In January 2009, there were giddy expectations in Washington that the U.S. leadership transition from George W. Bush to Barack Obama would lead to dramatic breakthroughs with North Korea. After all, it was explained, the departure of Bush would cause Pyongyang to no longer feel threatened, leading the regime to abandon its oft-relied upon policy of provocations.
Apparently Kim Jong-Il didn’t read the script. Instead, North Korea engaged in a rapid-fire series of provocations in early 2009 including a nuclear test and long-range missile launch. This year has been no less frightening. In March, North Korea sank a South Korean naval ship, killing 46 sailors, in a blatant unprovoked act of war.
On November 23rd, Pyongyang again dangerously escalated tensions by attacking a small South Korea island in the first artillery strike since the Korean War. The island is two miles south of the Northern Limit Line, the disputed maritime boundary off the west coast of Korea which has been the site of several armed clashes during the past decade.
The situation on the Korean Peninsula is now tense but unlikely to lead to war. Seoul will be constrained by all the same factors that hindered a strong South Korean response to the earlier North Korean attack on its naval ship. South Korea fears that even a limited retaliatory attack could escalate into an all-out conflagration.
President Lee Myung-bak called for a “stern response” but also care not to escalate the situation further. As with the naval attack, it shows the limited leverage and response options that Seoul and Washington have on North Korea.
The artillery attack is part of a continuing and dangerously escalating pattern of provocations to force the United States and South Korea to abandon pressure tactics, including sanctions on the regime. Similarly, North Korea’s disclosure of a covert nuclear facility last week sought to force the U.S. and its allies back to the negotiating table by raising fears of an expanding nuclear arsenal.
It is worrisome, if not frightening, how far Pyongyang is now willing to go to achieve its foreign policy objectives. North Korea appears to have abandoned previously self-imposed constraints on its behavior. Although the new brazenness could be related to the ongoing North Korean leadership succession, it may also reflect growing regime desperation brought on by deteriorating economic and political conditions.
Pyongyang’s actions are designed to weaken U.S. and South Korean resolve but will likely have the opposite effect. Washington responded to this weekend’s disclosure of the secret uranium enrichment facility by rejecting calls for a hasty return to the Six Party Talks nuclear negotiations. The U.S. and South Korean governments have properly resisted entreaties to acquiesce to North Korean demands. This, in turn, may very well cause North Korea to do something even more provocative.
Pyongyang is venturing into new territory in its actions. North Korea’s willingness to engage in ever escalating provocative acts has created a tinderbox on the Korean Peninsula with a commensurate growing risk of miscalculation by either side. The earlier naval attack, the revelation of the uranium enrichment facility, and this weeks’s artillery attack shows the previously static situation is unraveling.
Bruce Klingner is Senior Research Fellow, Northeast Asia at The Heritage Foundation.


The expected output is a copy of every line in the records with the string "want".

▬▬▬▬▬▬▬▬▬▬

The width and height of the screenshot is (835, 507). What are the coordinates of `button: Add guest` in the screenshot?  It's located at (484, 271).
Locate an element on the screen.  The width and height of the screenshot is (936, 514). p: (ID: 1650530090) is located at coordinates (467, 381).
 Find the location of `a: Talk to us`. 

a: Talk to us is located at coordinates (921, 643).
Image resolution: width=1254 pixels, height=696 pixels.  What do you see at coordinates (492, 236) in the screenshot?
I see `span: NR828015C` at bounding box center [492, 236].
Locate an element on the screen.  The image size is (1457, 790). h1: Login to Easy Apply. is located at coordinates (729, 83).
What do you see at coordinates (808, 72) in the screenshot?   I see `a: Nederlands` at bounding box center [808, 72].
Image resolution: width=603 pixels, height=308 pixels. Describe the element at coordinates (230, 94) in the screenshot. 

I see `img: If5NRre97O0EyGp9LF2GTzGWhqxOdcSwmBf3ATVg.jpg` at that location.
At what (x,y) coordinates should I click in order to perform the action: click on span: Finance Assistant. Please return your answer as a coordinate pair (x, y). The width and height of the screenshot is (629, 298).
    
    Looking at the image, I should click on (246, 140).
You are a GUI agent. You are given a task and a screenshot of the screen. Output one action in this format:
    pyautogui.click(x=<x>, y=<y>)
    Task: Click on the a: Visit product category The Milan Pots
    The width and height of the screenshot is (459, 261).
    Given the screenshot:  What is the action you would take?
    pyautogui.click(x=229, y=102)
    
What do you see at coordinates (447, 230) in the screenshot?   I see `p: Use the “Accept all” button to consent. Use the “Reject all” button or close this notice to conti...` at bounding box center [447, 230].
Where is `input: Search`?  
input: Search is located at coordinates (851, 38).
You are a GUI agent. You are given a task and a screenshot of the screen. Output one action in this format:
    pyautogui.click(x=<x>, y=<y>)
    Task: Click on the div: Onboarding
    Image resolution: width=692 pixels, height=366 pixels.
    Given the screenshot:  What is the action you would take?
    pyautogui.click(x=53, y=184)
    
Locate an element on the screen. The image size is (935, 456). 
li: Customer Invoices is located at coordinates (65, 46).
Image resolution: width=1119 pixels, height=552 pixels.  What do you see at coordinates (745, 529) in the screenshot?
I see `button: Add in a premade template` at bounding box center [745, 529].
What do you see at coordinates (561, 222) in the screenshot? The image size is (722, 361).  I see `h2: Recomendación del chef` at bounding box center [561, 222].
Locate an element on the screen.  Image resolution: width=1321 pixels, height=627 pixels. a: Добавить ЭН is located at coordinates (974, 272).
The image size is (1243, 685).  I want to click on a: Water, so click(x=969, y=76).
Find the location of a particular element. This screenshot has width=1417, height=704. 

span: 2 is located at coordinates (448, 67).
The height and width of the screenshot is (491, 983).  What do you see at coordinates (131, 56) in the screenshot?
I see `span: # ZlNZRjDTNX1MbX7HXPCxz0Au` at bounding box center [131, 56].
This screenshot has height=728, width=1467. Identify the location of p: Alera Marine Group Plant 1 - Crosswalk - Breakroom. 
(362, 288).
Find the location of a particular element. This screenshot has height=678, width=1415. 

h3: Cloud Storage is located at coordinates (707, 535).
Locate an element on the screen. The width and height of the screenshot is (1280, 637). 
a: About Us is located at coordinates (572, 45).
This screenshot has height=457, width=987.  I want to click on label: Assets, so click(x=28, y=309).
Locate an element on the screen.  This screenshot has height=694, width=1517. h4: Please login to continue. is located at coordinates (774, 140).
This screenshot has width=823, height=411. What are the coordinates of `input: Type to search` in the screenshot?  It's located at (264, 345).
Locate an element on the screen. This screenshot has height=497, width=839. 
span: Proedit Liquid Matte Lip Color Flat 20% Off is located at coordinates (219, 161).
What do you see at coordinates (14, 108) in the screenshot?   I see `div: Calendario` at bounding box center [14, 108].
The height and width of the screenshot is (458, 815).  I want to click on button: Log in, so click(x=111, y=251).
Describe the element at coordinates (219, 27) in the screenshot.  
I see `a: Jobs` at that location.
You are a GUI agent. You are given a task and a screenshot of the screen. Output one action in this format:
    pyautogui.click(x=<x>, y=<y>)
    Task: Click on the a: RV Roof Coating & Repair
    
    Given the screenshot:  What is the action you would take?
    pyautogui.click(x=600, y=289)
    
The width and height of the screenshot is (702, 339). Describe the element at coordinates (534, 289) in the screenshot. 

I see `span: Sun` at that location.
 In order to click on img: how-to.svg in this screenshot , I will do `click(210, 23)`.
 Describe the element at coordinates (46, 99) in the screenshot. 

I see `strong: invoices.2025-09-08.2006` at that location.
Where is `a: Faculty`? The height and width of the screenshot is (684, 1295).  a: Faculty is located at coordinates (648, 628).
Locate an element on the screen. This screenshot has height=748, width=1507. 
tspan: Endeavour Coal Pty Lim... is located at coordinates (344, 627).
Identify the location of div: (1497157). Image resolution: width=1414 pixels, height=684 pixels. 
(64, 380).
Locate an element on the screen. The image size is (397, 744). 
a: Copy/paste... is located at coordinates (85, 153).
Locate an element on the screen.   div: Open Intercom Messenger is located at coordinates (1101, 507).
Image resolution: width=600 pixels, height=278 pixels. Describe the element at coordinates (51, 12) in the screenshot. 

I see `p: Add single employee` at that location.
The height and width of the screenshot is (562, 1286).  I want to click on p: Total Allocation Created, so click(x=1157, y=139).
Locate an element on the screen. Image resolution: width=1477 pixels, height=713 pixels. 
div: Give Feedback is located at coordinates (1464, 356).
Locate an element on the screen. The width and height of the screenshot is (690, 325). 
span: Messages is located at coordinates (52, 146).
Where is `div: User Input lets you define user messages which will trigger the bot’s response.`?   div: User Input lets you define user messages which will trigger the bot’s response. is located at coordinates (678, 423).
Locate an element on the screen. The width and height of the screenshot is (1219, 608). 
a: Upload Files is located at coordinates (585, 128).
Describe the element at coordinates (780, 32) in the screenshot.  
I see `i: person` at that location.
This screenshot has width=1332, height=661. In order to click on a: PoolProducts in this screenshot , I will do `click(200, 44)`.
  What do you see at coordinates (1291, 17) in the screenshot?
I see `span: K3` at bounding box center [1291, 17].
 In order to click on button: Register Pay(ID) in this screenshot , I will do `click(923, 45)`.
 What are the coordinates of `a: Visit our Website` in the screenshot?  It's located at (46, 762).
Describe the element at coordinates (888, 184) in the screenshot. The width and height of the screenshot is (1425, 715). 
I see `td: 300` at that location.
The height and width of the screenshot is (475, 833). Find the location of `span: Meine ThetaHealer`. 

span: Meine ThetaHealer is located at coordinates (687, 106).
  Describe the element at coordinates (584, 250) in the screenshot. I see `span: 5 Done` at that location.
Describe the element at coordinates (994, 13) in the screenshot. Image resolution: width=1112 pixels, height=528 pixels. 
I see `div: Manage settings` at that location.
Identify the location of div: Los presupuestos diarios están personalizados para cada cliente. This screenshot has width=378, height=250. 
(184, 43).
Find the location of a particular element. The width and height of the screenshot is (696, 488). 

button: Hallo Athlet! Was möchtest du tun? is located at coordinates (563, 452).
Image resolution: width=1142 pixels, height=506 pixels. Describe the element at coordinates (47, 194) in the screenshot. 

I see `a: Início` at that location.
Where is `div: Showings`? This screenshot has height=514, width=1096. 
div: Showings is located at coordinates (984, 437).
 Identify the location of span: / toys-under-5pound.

▬▬▬▬▬▬▬▬▬▬

EXPECTED OUTPUT.
The image size is (1243, 685).  I want to click on a: Water, so click(x=969, y=76).
This screenshot has height=457, width=987.  I want to click on label: Assets, so click(x=28, y=309).
The height and width of the screenshot is (458, 815).  I want to click on button: Log in, so click(x=111, y=251).
The height and width of the screenshot is (562, 1286).  I want to click on p: Total Allocation Created, so click(x=1157, y=139).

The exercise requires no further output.